Redner’s lawyers argued that, because he is a qualified patient, the constitutional amendment gave him the right to possess and use the whole growing plant and process his own marijuana.

Redner’s doctor ordered a juicing treatment that uses live marijuana plants to prevent a relapse of stage 4 lung cancer, according to court documents. Emulsification, or juicing, of the “biomass of the marijuana plant” was determined to be “the most effective way” for Redner “to get the benefit of medical marijuana,” Gievers decided.

But a three-judge panel of the appellate court found that Redner’s interpretation of the amendment “is not supported by the plain language of the Constitution and renders portions of the Constitution meaningless.”

The amendment allows qualified patients to “acquire, possess, use, deliver, transfer, and administer marijuana in amounts that do not conflict” with Florida Department of Health rules, judges T. Kent Wetherell and Scott Makar and Associate Judge Monica Brasington wrote in Wednesday’s eight-page order.

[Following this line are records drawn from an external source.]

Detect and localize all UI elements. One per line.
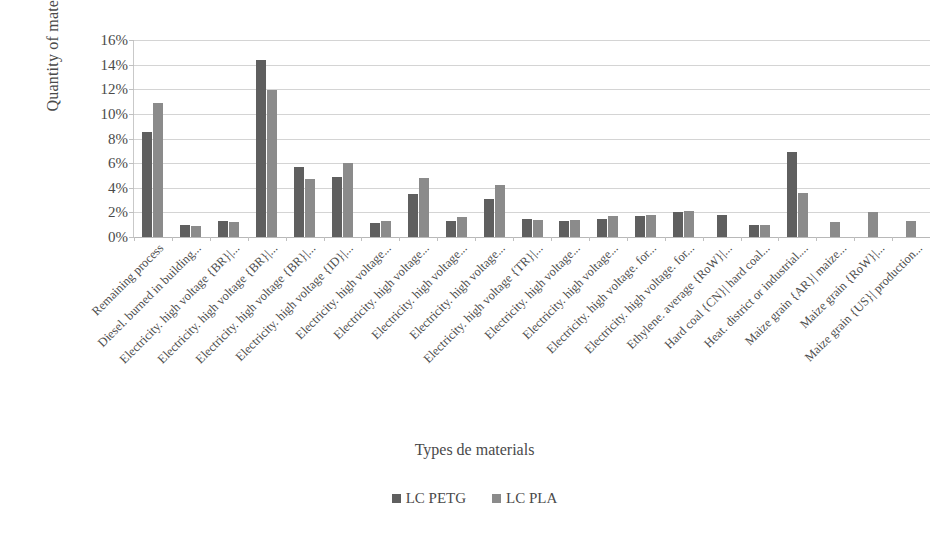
y-axis-tick-labels: 0%2%4%6%8%10%12%14%16% xyxy=(84,32,128,244)
bar xyxy=(787,152,797,237)
bar-group xyxy=(627,40,665,237)
bar xyxy=(684,211,694,237)
bar xyxy=(533,220,543,237)
bar xyxy=(294,167,304,237)
y-axis-title: Quantity of materials (%) xyxy=(44,0,62,142)
bar-group xyxy=(172,40,210,237)
bar-groups xyxy=(134,40,930,237)
bar xyxy=(760,225,770,237)
bar xyxy=(484,199,494,237)
bar xyxy=(153,103,163,237)
bar xyxy=(570,220,580,237)
bar-group xyxy=(475,40,513,237)
bar xyxy=(495,185,505,237)
bar xyxy=(673,212,683,237)
bar xyxy=(370,223,380,237)
bar xyxy=(180,225,190,237)
y-axis-tick-label: 14% xyxy=(101,56,129,73)
bar-chart: Quantity of materials (%) 0%2%4%6%8%10%1… xyxy=(0,0,949,533)
legend-swatch xyxy=(492,494,501,503)
bar-group xyxy=(854,40,892,237)
bar xyxy=(332,177,342,237)
bar-group xyxy=(437,40,475,237)
bar-group xyxy=(892,40,930,237)
bar xyxy=(343,163,353,237)
bar xyxy=(830,222,840,237)
bar-group xyxy=(324,40,362,237)
chart-legend: LC PETGLC PLA xyxy=(0,490,949,507)
legend-label: LC PETG xyxy=(406,490,466,507)
bar-group xyxy=(778,40,816,237)
bar xyxy=(191,226,201,237)
bar xyxy=(457,217,467,237)
bar xyxy=(717,215,727,237)
y-axis-tick-label: 16% xyxy=(101,32,129,49)
legend-swatch xyxy=(392,494,401,503)
bar xyxy=(798,193,808,237)
bar xyxy=(597,219,607,237)
x-axis-category-labels: Remaining processDiesel. burned in build… xyxy=(133,241,929,431)
y-axis-tick-label: 12% xyxy=(101,81,129,98)
y-axis-tick-label: 4% xyxy=(108,179,128,196)
bar xyxy=(559,221,569,237)
bar xyxy=(608,216,618,237)
bar xyxy=(522,219,532,237)
bar xyxy=(419,178,429,237)
y-axis-tick-label: 6% xyxy=(108,155,128,172)
bar-group xyxy=(589,40,627,237)
legend-item[interactable]: LC PLA xyxy=(492,490,557,507)
bar-group xyxy=(741,40,779,237)
bar-group xyxy=(816,40,854,237)
bar-group xyxy=(551,40,589,237)
bar xyxy=(635,216,645,237)
bar xyxy=(381,221,391,237)
bar-group xyxy=(134,40,172,237)
plot-area xyxy=(133,40,930,237)
bar-group xyxy=(286,40,324,237)
bar-group xyxy=(361,40,399,237)
bar-group xyxy=(703,40,741,237)
bar xyxy=(218,221,228,237)
bar-group xyxy=(248,40,286,237)
bar xyxy=(646,215,656,237)
bar xyxy=(868,212,878,237)
gridline xyxy=(134,237,930,238)
y-axis-tick-label: 10% xyxy=(101,105,129,122)
bar xyxy=(142,132,152,237)
y-axis-tick-label: 0% xyxy=(108,229,128,246)
bar-group xyxy=(665,40,703,237)
bar-group xyxy=(513,40,551,237)
bar xyxy=(305,179,315,237)
legend-item[interactable]: LC PETG xyxy=(392,490,466,507)
bar-group xyxy=(210,40,248,237)
bar-group xyxy=(399,40,437,237)
bar xyxy=(446,221,456,237)
legend-label: LC PLA xyxy=(506,490,557,507)
y-axis-tick-label: 2% xyxy=(108,204,128,221)
bar xyxy=(229,222,239,237)
bar xyxy=(749,225,759,237)
x-axis-title: Types de materials xyxy=(0,441,949,459)
y-axis-tick-label: 8% xyxy=(108,130,128,147)
bar xyxy=(906,221,916,237)
bar xyxy=(408,194,418,237)
bar xyxy=(267,90,277,237)
bar xyxy=(256,60,266,237)
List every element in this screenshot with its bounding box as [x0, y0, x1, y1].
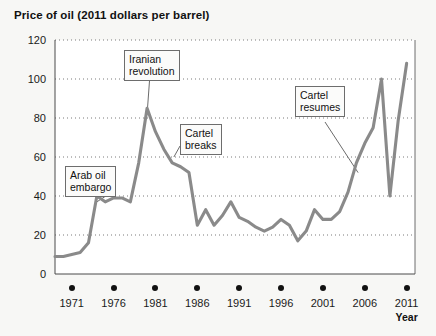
y-tick-label: 100	[0, 73, 46, 85]
x-tick-dot	[152, 285, 158, 291]
y-tick-label: 0	[0, 268, 46, 280]
annotation-cartel-breaks: Cartel breaks	[180, 124, 222, 155]
x-tick-dot	[362, 285, 368, 291]
plot-wrapper: 020406080100120 197119761981198619911996…	[0, 0, 436, 336]
y-tick-label: 20	[0, 229, 46, 241]
annotation-arab-oil-embargo: Arab oil embargo	[65, 166, 116, 197]
x-tick-dot	[69, 285, 75, 291]
annotation-iranian-revolution: Iranian revolution	[124, 50, 180, 81]
x-tick-label: 1976	[101, 297, 125, 309]
x-tick-dot	[111, 285, 117, 291]
x-tick-dot	[404, 285, 410, 291]
x-tick-label: 2011	[395, 297, 419, 309]
y-tick-label: 120	[0, 34, 46, 46]
x-tick-label: 1981	[143, 297, 167, 309]
x-tick-label: 1991	[227, 297, 251, 309]
x-tick-dot	[194, 285, 200, 291]
x-tick-label: 2006	[353, 297, 377, 309]
x-tick-dot	[320, 285, 326, 291]
y-tick-label: 60	[0, 151, 46, 163]
oil-price-chart-figure: Price of oil (2011 dollars per barrel) 0…	[0, 0, 436, 336]
x-tick-dot	[278, 285, 284, 291]
x-tick-label: 2001	[311, 297, 335, 309]
x-tick-label: 1971	[59, 297, 83, 309]
plot-area	[55, 40, 415, 274]
x-axis-title: Year	[396, 311, 418, 323]
x-tick-label: 1996	[269, 297, 293, 309]
x-tick-label: 1986	[185, 297, 209, 309]
annotation-cartel-resumes: Cartel resumes	[295, 86, 345, 117]
y-tick-label: 80	[0, 112, 46, 124]
x-tick-dot	[236, 285, 242, 291]
y-tick-label: 40	[0, 190, 46, 202]
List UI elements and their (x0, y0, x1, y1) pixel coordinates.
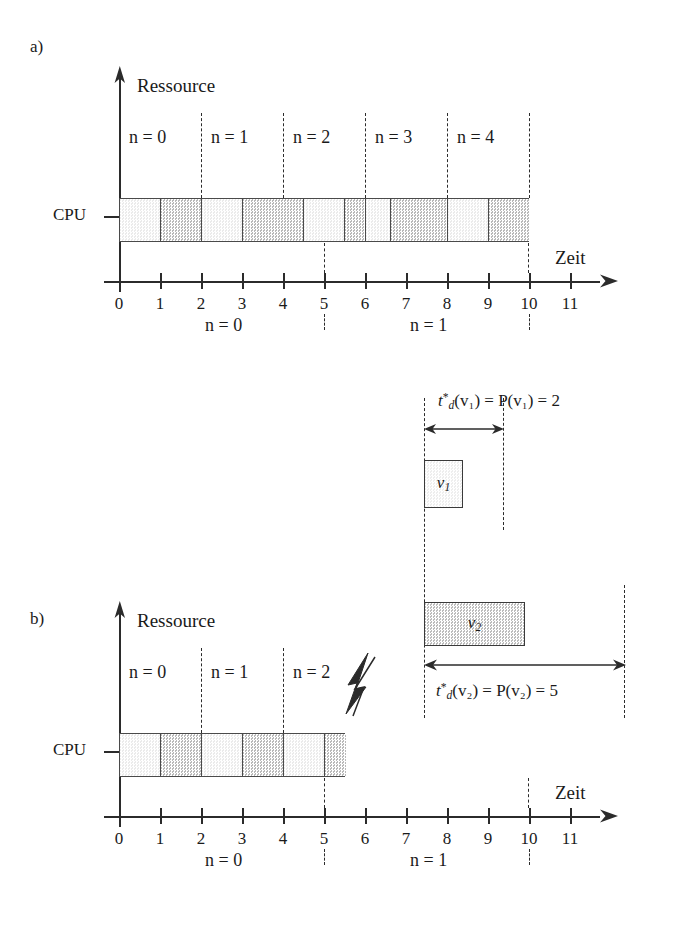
panel-a-cpu-axis-tick (104, 216, 120, 218)
panel-b-tick-0 (119, 805, 121, 827)
task-guide-line-v1-end (503, 398, 504, 530)
panel-a-drop-dash-10 (528, 243, 529, 273)
panel-a-window-label-3: n = 3 (375, 128, 412, 146)
v1-task-label: v1 (437, 473, 450, 494)
panel-a-ticklabel-0: 0 (109, 295, 129, 312)
panel-b-time-axis (104, 816, 600, 818)
panel-b-ticklabel-11: 11 (560, 830, 580, 847)
panel-a-tick-9 (488, 273, 490, 289)
panel-b-cpu-bar (119, 733, 345, 777)
panel-a-cell-9 (489, 199, 530, 241)
panel-b-drop-dash-5 (324, 778, 325, 808)
v2-task-label: v2 (468, 613, 481, 634)
panel-a-ticklabel-4: 4 (273, 295, 293, 312)
v2-formula-body: (v₂) = P(v₂) = 5 (452, 681, 558, 700)
panel-a-ticklabel-7: 7 (396, 295, 416, 312)
panel-a-cell-0 (120, 199, 161, 241)
v2-duration-formula: t*d(v₂) = P(v₂) = 5 (436, 682, 558, 702)
panel-a-tick-5 (324, 273, 326, 289)
panel-b-cpu-axis-tick (104, 751, 120, 753)
panel-a-ticklabel-6: 6 (355, 295, 375, 312)
task-guide-line-v2-end (624, 585, 625, 718)
panel-a-below-label-1: n = 1 (410, 316, 447, 334)
panel-b-tick-4 (283, 808, 285, 824)
panel-a-time-label: Zeit (555, 248, 586, 267)
panel-b-ticklabel-10: 10 (519, 830, 539, 847)
panel-a-below-dash-10 (529, 314, 530, 330)
panel-b-tick-6 (365, 808, 367, 824)
panel-b-ticklabel-5: 5 (314, 830, 334, 847)
panel-a-ticklabel-1: 1 (150, 295, 170, 312)
panel-a-tick-2 (201, 273, 203, 289)
v1-task-box: v1 (424, 460, 463, 508)
panel-a-window-label-0: n = 0 (129, 128, 166, 146)
panel-a-ticklabel-9: 9 (478, 295, 498, 312)
panel-b-tick-7 (406, 808, 408, 824)
panel-b-resource-axis (119, 613, 121, 813)
panel-a-divider-8 (447, 113, 448, 198)
panel-a-cell-4 (304, 199, 345, 241)
panel-b-below-label-0: n = 0 (205, 851, 242, 869)
panel-b-window-label-2: n = 2 (293, 663, 330, 681)
panel-b-tick-9 (488, 808, 490, 824)
panel-b-below-dash-10 (529, 849, 530, 865)
panel-b-ticklabel-1: 1 (150, 830, 170, 847)
panel-b-cell-1 (161, 734, 202, 776)
panel-a-cell-3 (243, 199, 304, 241)
panel-b-cell-0 (120, 734, 161, 776)
panel-b-divider-2 (201, 648, 202, 733)
panel-a-divider-6 (365, 113, 366, 198)
v1-duration-formula: t*d(v₁) = P(v₁) = 2 (438, 392, 560, 412)
panel-b-tick-5 (324, 808, 326, 824)
panel-a-ticklabel-11: 11 (560, 295, 580, 312)
panel-b-cell-2 (202, 734, 243, 776)
panel-a-divider-10 (529, 113, 530, 198)
panel-b-ticklabel-4: 4 (273, 830, 293, 847)
panel-a-tick-7 (406, 273, 408, 289)
panel-b-below-label-1: n = 1 (410, 851, 447, 869)
panel-a-tick-11 (570, 273, 572, 289)
v1-duration-arrow (423, 421, 507, 437)
panel-b-letter: b) (30, 610, 44, 627)
panel-a-tick-1 (160, 273, 162, 289)
figure-root: a) Ressource n = 0 n = 1 n = 2 n = 3 n =… (0, 0, 688, 932)
v2-task-box: v2 (424, 602, 525, 646)
panel-b-cpu-label: CPU (53, 741, 86, 758)
panel-a-cell-2 (202, 199, 243, 241)
panel-b-resource-arrowhead (112, 601, 132, 623)
panel-b-drop-dash-10 (528, 778, 529, 808)
panel-a-tick-10 (529, 273, 531, 289)
panel-b-ticklabel-9: 9 (478, 830, 498, 847)
panel-a-window-label-4: n = 4 (457, 128, 494, 146)
panel-b-cell-3 (243, 734, 284, 776)
panel-b-ticklabel-8: 8 (437, 830, 457, 847)
panel-a-letter: a) (30, 38, 43, 55)
panel-a-divider-4 (283, 113, 284, 198)
panel-a-tick-4 (283, 273, 285, 289)
panel-a-cell-1 (161, 199, 202, 241)
panel-a-cpu-label: CPU (53, 206, 86, 223)
panel-a-cell-7 (391, 199, 448, 241)
panel-a-cpu-bar (119, 198, 529, 242)
panel-a-cell-6 (366, 199, 391, 241)
panel-b-tick-10 (529, 808, 531, 824)
panel-a-resource-arrowhead (112, 66, 132, 88)
panel-a-resource-label: Ressource (137, 76, 215, 95)
panel-b-divider-4 (283, 648, 284, 733)
panel-a-time-arrowhead (596, 273, 622, 291)
panel-b-tick-2 (201, 808, 203, 824)
v2-duration-arrow (423, 657, 629, 673)
panel-a-cell-5 (345, 199, 366, 241)
panel-a-tick-3 (242, 273, 244, 289)
panel-a-ticklabel-10: 10 (519, 295, 539, 312)
panel-a-tick-8 (447, 273, 449, 289)
panel-b-below-dash-5 (324, 849, 325, 865)
panel-b-ticklabel-6: 6 (355, 830, 375, 847)
panel-b-resource-label: Ressource (137, 611, 215, 630)
panel-a-ticklabel-3: 3 (232, 295, 252, 312)
panel-b-time-label: Zeit (555, 783, 586, 802)
panel-a-window-label-2: n = 2 (293, 128, 330, 146)
panel-a-cell-8 (448, 199, 489, 241)
panel-b-window-label-1: n = 1 (211, 663, 248, 681)
panel-b-tick-3 (242, 808, 244, 824)
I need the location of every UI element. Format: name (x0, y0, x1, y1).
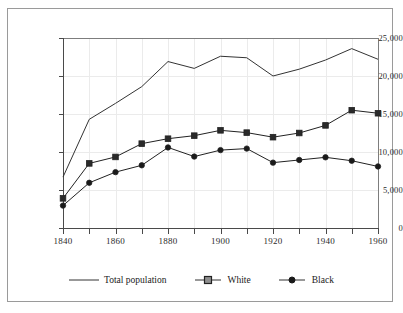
legend-label: Total population (104, 275, 166, 285)
data-point-marker (113, 154, 119, 160)
data-point-marker (113, 169, 118, 174)
legend-item-black[interactable]: Black (277, 274, 334, 286)
data-point-marker (270, 134, 276, 140)
data-point-marker (60, 203, 65, 208)
data-point-marker (323, 123, 329, 129)
data-point-marker (349, 107, 355, 113)
data-point-marker (139, 163, 144, 168)
data-point-marker (244, 146, 249, 151)
series-white (60, 107, 381, 201)
data-point-marker (165, 145, 170, 150)
data-point-marker (375, 164, 380, 169)
data-point-marker (349, 158, 354, 163)
data-point-marker (139, 141, 145, 147)
data-point-marker (86, 161, 92, 167)
data-point-marker (165, 136, 171, 142)
legend-label: White (228, 275, 251, 285)
legend-marker-circle-icon (277, 274, 307, 286)
data-point-marker (60, 196, 66, 202)
data-point-marker (87, 180, 92, 185)
chart-legend: Total populationWhiteBlack (0, 270, 403, 290)
data-point-marker (296, 130, 302, 136)
chart-page: 05,00010,00015,00020,00025,000 184018601… (0, 0, 403, 313)
series-black (60, 145, 380, 209)
data-point-marker (191, 133, 197, 139)
data-point-marker (270, 160, 275, 165)
legend-marker-square-icon (193, 274, 223, 286)
legend-item-white[interactable]: White (193, 274, 251, 286)
series-line (63, 110, 378, 198)
data-point-marker (218, 128, 224, 134)
legend-marker-line-icon (69, 274, 99, 286)
legend-item-total-population[interactable]: Total population (69, 274, 166, 286)
data-point-marker (323, 155, 328, 160)
data-series-layer (0, 0, 403, 313)
legend-label: Black (312, 275, 334, 285)
data-point-marker (297, 157, 302, 162)
data-point-marker (375, 110, 381, 116)
data-point-marker (218, 147, 223, 152)
series-line (63, 147, 378, 205)
data-point-marker (192, 154, 197, 159)
data-point-marker (244, 130, 250, 136)
chart-stage: 05,00010,00015,00020,00025,000 184018601… (0, 0, 403, 313)
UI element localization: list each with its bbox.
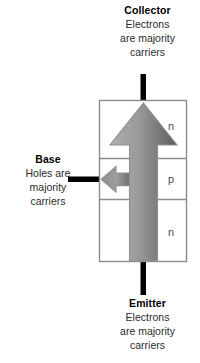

“The term ‘use’ is not defined by the amendment. However, it is clear, when one examines the entire amendment, that ‘use’ does not mean ‘grow’ or ‘process,’ as Mr. Redner argues,” the ruling said.

While the amendment outlines specific permission given to medical marijuana treatment centers that are licensed by the state to operate pot businesses, there “is no explicit language authorizing qualified patients to grow, cultivate, or process marijuana,” the judges found.

“Had the drafters intended for qualified patients to be able to cultivate or process medical marijuana, that language would have been included in the definition of medical use; it was not,” they wrote.

The amendment also gives state health officials the duty to regulate medical marijuana operators’ cultivation practices, the judges noted.

“Without the ability to regulate the cultivation practices of qualified patients, the department would not be able to ensure that qualified patients are safely using marijuana,” the decision said.

Luke Lirot, an attorney for Redner, told The News Service of Florida the appellate court “parsed through (the language of the amendment) to come up with a way that would deny Mr. Redner and others that are similarly situated this important constitutional right.”

Health officials were “obligated” to allow Redner and others to grow their own medical marijuana “since the Constitution said you can possess a growing plant,” Lirot said.

Instead, the appeals court “did some linguistic calisthenics just to try to say no,” the lawyer added.

Lirot said he hoped to have a more successful outcome by appealing to the Florida Supreme Court.

“Certainly, they, as the accomplished jurists that they are, are duty-bound to correct this error, and to conclude that the Constitution actually says what it says,” he said.

Gievers’ ruling was put on hold when the state filed an appeal last April. Redner’s lawyers asked the Florida Supreme Court to lift the stay, but the high court refused to jump into the dispute.

The home-grow case is one of a series of legal and administrative challenges that have faced the state after the passage of the constitutional amendment. In a separate case, Gievers ruled that patients should be allowed to smoke marijuana as a treatment, finding that a state ban on smoking medical marijuana ran afoul of the Constitution. The state, under former Gov. Rick Scott, appealed that decision.

Shortly after he took office in January, Gov. Ron DeSantis issued an ultimatum to lawmakers.  He threatened to drop the appeal if lawmakers, who are in session until May 3, did not repeal the smoking ban by mid-March. The Legislature complied, and several of the state’s medical marijuana operators are now selling whole-flower cannabis to patients.